Surprisingly, no one looks much older given the feature’s gestation and, miraculously perhaps, none of the 70 cast and crew have died in the past decade. Even Monsieur Baptiste is still with us.
But the long production process is what happens when the idea, the work, the autonomous learning and the budget that amounted to $60,000 of Alberts’ and Barmby’s savings has been fitted in around the couple’s day jobs as artists which has included extended jaunts to Paris and Venice where the two have painted and exhibited their work.
But this month they finally got to declare “It’s a wrap” on The Big Kitty after the couple’s lingering post-production was accelerated by a serendipitous connection with Maryjeanne Watt a professional post-production supervisor who they were introduced to by a mutual friend, a life model.
The only caveat on the professional editor’s involvement was ‘no one can end up on the cutting room floor and try and make everyone look good’.
Watt was so intrigued by the self-taught, self-funded filmmakers’ project that she introduced them to film editor Anne Carter, re-recording mixer Keith Thomas and online editor Peter Pilley. They were similarly taken with Alberts, Barmby and The Big Kitty and donated their time and skills to the project. They have been the only film professionals involved in the film’s making.

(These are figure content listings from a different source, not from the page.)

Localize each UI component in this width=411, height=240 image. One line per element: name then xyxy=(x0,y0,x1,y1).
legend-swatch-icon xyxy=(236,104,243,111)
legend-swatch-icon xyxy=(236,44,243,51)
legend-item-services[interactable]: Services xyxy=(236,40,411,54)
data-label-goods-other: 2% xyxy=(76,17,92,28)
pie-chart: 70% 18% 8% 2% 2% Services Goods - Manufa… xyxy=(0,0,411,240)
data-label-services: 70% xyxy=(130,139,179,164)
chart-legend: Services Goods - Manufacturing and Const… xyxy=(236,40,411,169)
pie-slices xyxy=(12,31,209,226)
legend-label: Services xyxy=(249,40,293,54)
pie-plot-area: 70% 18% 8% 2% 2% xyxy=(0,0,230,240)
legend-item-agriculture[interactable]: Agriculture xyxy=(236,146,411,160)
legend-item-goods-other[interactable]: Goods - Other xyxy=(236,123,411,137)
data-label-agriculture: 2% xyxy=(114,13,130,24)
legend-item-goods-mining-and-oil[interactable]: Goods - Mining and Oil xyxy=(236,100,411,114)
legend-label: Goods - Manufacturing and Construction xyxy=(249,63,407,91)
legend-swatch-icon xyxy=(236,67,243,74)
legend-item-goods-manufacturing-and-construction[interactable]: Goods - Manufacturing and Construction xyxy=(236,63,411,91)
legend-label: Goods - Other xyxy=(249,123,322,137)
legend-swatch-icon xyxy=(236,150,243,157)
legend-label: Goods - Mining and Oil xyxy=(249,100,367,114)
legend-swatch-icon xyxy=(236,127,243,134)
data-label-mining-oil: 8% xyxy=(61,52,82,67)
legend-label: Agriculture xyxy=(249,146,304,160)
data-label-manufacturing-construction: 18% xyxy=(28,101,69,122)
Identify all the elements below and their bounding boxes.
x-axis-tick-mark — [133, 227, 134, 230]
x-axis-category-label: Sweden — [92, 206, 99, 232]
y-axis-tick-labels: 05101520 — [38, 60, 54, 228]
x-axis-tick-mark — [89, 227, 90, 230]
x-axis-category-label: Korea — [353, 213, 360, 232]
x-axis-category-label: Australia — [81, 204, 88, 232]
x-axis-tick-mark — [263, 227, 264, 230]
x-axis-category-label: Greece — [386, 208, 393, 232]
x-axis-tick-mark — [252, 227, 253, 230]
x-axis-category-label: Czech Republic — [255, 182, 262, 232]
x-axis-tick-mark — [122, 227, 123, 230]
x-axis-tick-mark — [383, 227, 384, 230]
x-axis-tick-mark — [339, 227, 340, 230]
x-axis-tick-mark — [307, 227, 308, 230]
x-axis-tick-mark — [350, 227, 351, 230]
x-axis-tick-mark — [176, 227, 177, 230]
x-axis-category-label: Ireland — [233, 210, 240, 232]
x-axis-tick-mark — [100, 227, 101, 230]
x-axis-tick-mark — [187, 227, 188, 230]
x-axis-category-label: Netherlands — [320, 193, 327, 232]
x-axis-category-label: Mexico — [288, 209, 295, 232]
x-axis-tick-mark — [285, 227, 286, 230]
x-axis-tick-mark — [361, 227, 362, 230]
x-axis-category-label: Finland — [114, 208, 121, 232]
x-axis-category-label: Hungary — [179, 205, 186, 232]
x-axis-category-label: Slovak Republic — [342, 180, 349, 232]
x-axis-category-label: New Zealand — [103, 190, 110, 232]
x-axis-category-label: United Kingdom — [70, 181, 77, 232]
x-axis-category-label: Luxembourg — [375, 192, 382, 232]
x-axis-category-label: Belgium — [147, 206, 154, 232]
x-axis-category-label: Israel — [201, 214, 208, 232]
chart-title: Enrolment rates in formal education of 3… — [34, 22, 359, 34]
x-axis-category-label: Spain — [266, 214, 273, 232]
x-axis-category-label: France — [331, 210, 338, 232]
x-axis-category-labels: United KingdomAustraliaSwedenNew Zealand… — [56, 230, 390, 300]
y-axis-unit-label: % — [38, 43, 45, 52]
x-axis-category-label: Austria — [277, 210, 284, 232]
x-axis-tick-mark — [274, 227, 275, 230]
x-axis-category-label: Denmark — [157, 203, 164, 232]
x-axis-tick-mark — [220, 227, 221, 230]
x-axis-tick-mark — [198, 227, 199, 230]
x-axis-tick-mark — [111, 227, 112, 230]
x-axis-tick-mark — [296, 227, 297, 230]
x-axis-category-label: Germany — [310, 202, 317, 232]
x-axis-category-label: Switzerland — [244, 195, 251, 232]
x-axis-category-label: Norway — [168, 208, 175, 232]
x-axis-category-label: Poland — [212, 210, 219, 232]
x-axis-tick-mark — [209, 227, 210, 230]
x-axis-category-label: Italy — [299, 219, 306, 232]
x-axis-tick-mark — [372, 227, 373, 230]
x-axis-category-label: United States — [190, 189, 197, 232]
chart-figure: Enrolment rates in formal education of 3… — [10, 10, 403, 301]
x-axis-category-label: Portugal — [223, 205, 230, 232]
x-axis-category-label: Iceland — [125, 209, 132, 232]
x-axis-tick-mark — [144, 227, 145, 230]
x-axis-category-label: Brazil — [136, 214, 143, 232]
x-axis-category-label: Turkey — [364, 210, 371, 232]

Carter spent three days a week for about three months with Alberts and Barmby finessing and re-editing Alberts’ cut of the film.
The first-time filmmakers’ only caveat on the professionals’ involvement was, Alberts says, “No one can end up on the cutting room floor. Try and make everyone look good and we probably can’t do anymore filming”.
Given the lack of ‘coverage’ (multiple takes of the same scene from numerous angles) Carter worked hard to cut the film to build a narrative drive that adds an almost breathless pace to the story that finds its characters in 20 scenes and locations that include a shoot-out, a mad laboratory, the police commissioner’s office, a flashback, a Hollywood party, an artist’s salon, and a backstage scene where Rick Amor’s line is “Five minute call for The Blob”.

“I just could not believe it,’’ Carter tells Daily Review of the extraordinary ambition, work, time and good humour Alberts and Barmby put into The Big Kitty.
“Tom is an absolute perfectionist and I just so admired what they have done and how they have lived their life creating this.”

The film – which has also been translated and subtitled by Barmby into French and Italian – is expected to have its premiere by early next year at a yet-to-be-announced film festival.